Just before he leaves for work, Maswazi would pack a container with lunch left-overs to have later at the restaurant. After a while, I realised that he was blatantly showing off my skills as a cook. But in the end, my biggest culinary achievement, as I see it, is making Maswazi dig with lip-smacking gusto into a dish that contains the vegetables that he, as a true Xhosa male, so hates.
Like the sweet potato and thyme soup I make to ward off the winter cold – no meat in sight, only vegetables. But it soon became one of Maswazi’s favourites.
And then there is my home-made lemon syrup. I once made it with all the pomp and circumstance I could manage, showed him how to first put a sprig of mint in the bottom of the glass, slightly bruise it with a wooden spoon to release the flavour and then carefully measure the lemon syrup into the glass, top up with cold water and ice.
He religiously repeated the whole ritual, step by step, every time he poured himself a glass of cool drink. And I watched, in silent amusement…
At the end of the month it became apparent that Maswazi wasn’t planning on leaving and, as the arrangement suited us both, we never spoke about it again. Of course there were a few hiccups in the beginning, but this 28-year-old Xhosa man with the beautiful smile became such an integral part of my life.

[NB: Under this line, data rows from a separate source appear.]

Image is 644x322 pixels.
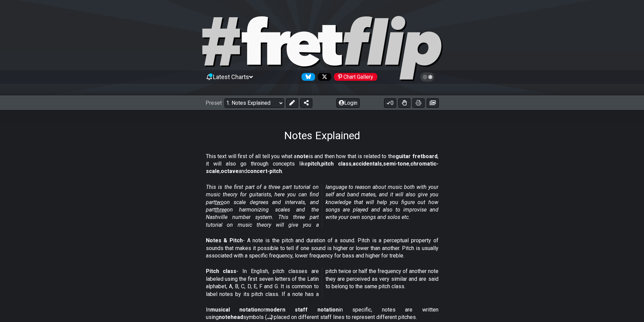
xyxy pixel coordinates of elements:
a: Follow #fretflip at Bluesky [299,73,315,81]
strong: pitch [308,160,320,167]
button: Login [336,98,360,108]
strong: note [297,153,309,159]
strong: concert-pitch [247,168,282,175]
span: Toggle light / dark theme [424,74,431,80]
strong: Notes & Pitch [206,237,243,244]
button: 0 [384,98,396,108]
span: two [215,199,224,206]
em: This is the first part of a three part tutorial on music theory for guitarists, here you can find... [206,184,438,228]
select: Preset [224,98,284,108]
h1: Notes Explained [284,129,360,142]
strong: guitar fretboard [396,153,438,159]
strong: musical notation [210,307,261,313]
strong: Pitch class [206,268,237,275]
button: Edit Preset [286,98,298,108]
strong: accidentals [353,160,382,167]
span: three [215,207,227,213]
p: - In English, pitch classes are labeled using the first seven letters of the Latin alphabet, A, B... [206,268,438,298]
span: Latest Charts [213,73,249,80]
a: #fretflip at Pinterest [331,73,377,81]
div: Chart Gallery [334,73,377,81]
button: Create image [427,98,439,108]
strong: octave [221,168,238,175]
strong: modern staff notation [265,307,339,313]
p: - A note is the pitch and duration of a sound. Pitch is a perceptual property of sounds that make... [206,237,438,260]
span: Preset [206,100,222,106]
strong: notehead [219,314,243,320]
button: Share Preset [300,98,312,108]
p: In or in specific, notes are written using symbols (𝅝 𝅗𝅥 𝅘𝅥 𝅘𝅥𝅮) placed on different staff lines to r... [206,306,438,321]
a: Follow #fretflip at X [315,73,331,81]
button: Toggle Dexterity for all fretkits [398,98,410,108]
button: Print [413,98,425,108]
strong: pitch class [321,160,351,167]
p: This text will first of all tell you what a is and then how that is related to the , it will also... [206,153,438,176]
strong: semi-tone [383,160,409,167]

Together we followed the Oscar Pistorius trial with Maswazi adamant that he should go to Pollsmoor and very disgusted with the final outcome. I have ordered the Mandela DVD, Long Walk to Freedom so that Maswazi and I can watch it together. Some days we listen to my classical music while we bake and other days I just zone out when we put on the DSTV music channels for Maswazi.
Yes, I have achieved many things in life that I can be rightly proud of. But when I close my eyes one day, I will know that the most important thing in life, the only thing that really matters, is that I at least made it possible for this young man to believe in himself.